On Wed, 17 Aug 2016 at 10:58 Philipp A. <flying-sheep@web.de> wrote:
Brett Cannon <brett@python.org> schrieb am Mi., 17. Aug. 2016 um 19:15 Uhr:
Please don't cross-post as it means anyone replying to your email will now split the conversation as not everyone will be subscribed to all of the mailing lists you sent this to. I have stripped out all but python-dev for my reply.

sorry, i’ll remember that! i just hit reply on the post and didn’t realize it was posted to more than python-dev.

I don't remember specifically seeing any email on this. Do you have a link to your post from the python-ideas archive showing your email actually made it to the list?

i posted here

That never made it to the mailing list because you posted it to Google Groups (notice how it isn't in the April archives for the mailing list: https://mail.python.org/pipermail/python-ideas/2016-April/thread.html).
 

yes!

how am i going about changing f-literal grammar before the beta hits?

You can post to python-ideas and start a discussion there as the PEP has already been accepted and implemented with the current semantics or ask for clarification for the reasoning behind the decision here on python-dev.

thanks. i’d like to hereby do the latter. i think the PEP’s wording is pretty clear:

Due to Python's string tokenizing rules, the f-string f'abc {a['x']} def' is invalid. The tokenizer parses this as 3 tokens: f'abc {a[' , x , and ']} def' . Just like regular strings, this cannot be fixed by using raw strings. There are a number of correct ways to write this f-string

i guess that means that python’s string tokenization rules are reused for f-literals, even though they aren’t actually strings.

They are still strings, there is just post-processing on the string itself to do the interpolation.
 
could someone please explain if this is right and if so, why it was chosen to do this instead of writing more fitting tokenization code?

My suspicion is simplification of the implementation, but Eric Smith can tell me if I'm wrong. By doing it this way the implementation can use Python itself to do the tokenizing of the string, while if you do the string interpolation beforehand you would then need to do it entirely at the C level which is very messy and painful since you're explicitly avoiding Python's automatic handling of Unicode, etc. As I think you pointed out, doing it the way it is currently implemented allows for re-using the str.format() code which is way easier. When it comes to an open source project where no one is paid to work on it, easy and pragmatic beats out purer and harder (it's in the Zen of Python after all :) .

You also make it harder to work with Unicode-based variable names (or at least explain it). If you have Unicode in a variable name but you can't use \N{} in the string to help express it you then have to say "normal Unicode support in the string applies everywhere *but* in the string interpolation part".

Or another reason is you can explain f-strings as "basically str.format_map(**locals(), **globals()), but without having to make the actual method call" (and worrying about clashing keys but I couldn't think of a way of using dict.update() in a single line). But with your desired change it kills this explanation by saying f-strings aren't like this but some magical string that does all of this stuff before normal string normalization occurs.
 

naively i’d assume f'abc {a['x']} def' to tokenize as something like:

F_BEGIN
  F_STRING_BEGIN "a" "b" "c" " " F_STRING_END
  F_EXPR_START
    NAME_START "a" NAME_END
    GETITEM_BEGIN STRING_BEGIN "x" STRING_END GETITEM_END
  F_EXPR_END
  F_STRING_BEGIN " " "d" "e" "f" F_STRING_END
F_END

where f-literals are defined as F_START + F_STRING + (F_EXPR + F_STRING)* + F_END

all of this of course accounting for different delimiters and so on

i consider this important enough to defer f-literals to 3.7 if it can’t get in in time.

I just wanted to let you know, Philipp, that your email comes off as somewhat demanding, e.g. "I want this changed". Had you asked why the decision was made then your email would not come off as "I'm right and you're wrong" and more about you asking for clarification to understand why, and then if you still disagreed with the thought process then bring up that you think it may have been a mistake.

sorry. i just wanted to make my feelings clear since i think this is an overlooked issue and the time is tight, in hope that maybe someone is inspired to listen. i thought the PEP’s wording was hint enough to explain the rationale (convenient reuse of tokenization code)

i’ll patiently await clarification about this, and again: sorry for sounding demanding :(

Not a problem! I figured you didn't mean for it to, hence why I took the time to point it out and reply calmly (and if it didn't come off as that I'm sorry).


# WHAT TO WORK ON
Please work out how many lines of this material include "caption", and answer with that number by itself.

# SUPPLIED RECORDS

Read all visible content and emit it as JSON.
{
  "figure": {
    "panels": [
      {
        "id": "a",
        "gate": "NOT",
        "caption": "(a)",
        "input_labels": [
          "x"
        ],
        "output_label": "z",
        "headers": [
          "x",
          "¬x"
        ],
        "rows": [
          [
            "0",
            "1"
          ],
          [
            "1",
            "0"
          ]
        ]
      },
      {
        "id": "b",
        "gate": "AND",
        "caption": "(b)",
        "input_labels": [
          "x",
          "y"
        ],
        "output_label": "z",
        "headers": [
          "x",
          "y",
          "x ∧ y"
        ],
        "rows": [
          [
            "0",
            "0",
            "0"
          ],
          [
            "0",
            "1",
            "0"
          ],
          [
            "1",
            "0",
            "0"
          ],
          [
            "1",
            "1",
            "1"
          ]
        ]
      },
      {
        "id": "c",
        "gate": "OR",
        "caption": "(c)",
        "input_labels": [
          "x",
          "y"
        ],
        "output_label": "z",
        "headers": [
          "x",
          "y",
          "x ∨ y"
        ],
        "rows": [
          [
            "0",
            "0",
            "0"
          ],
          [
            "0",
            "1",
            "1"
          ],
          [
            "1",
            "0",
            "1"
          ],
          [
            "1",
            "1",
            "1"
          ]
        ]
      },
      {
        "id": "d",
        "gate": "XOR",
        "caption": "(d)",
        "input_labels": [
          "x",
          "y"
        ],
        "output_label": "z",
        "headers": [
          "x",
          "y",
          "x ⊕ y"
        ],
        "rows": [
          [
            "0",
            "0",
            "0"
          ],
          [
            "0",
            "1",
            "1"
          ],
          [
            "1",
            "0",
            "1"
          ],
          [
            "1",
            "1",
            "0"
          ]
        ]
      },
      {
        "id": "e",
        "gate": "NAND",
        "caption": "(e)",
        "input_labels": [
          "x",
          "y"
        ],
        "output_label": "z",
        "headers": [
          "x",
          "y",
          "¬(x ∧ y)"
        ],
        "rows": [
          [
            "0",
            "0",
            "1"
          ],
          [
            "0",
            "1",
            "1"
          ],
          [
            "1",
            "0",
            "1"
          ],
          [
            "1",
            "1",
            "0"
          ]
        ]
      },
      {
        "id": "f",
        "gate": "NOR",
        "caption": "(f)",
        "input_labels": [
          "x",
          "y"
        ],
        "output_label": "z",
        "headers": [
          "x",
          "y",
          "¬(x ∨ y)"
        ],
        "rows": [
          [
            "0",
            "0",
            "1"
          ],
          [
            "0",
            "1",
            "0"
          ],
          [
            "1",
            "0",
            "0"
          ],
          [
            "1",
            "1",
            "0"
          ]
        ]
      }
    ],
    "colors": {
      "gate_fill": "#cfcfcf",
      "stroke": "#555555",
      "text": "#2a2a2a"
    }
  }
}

# ANSWER BELOW
6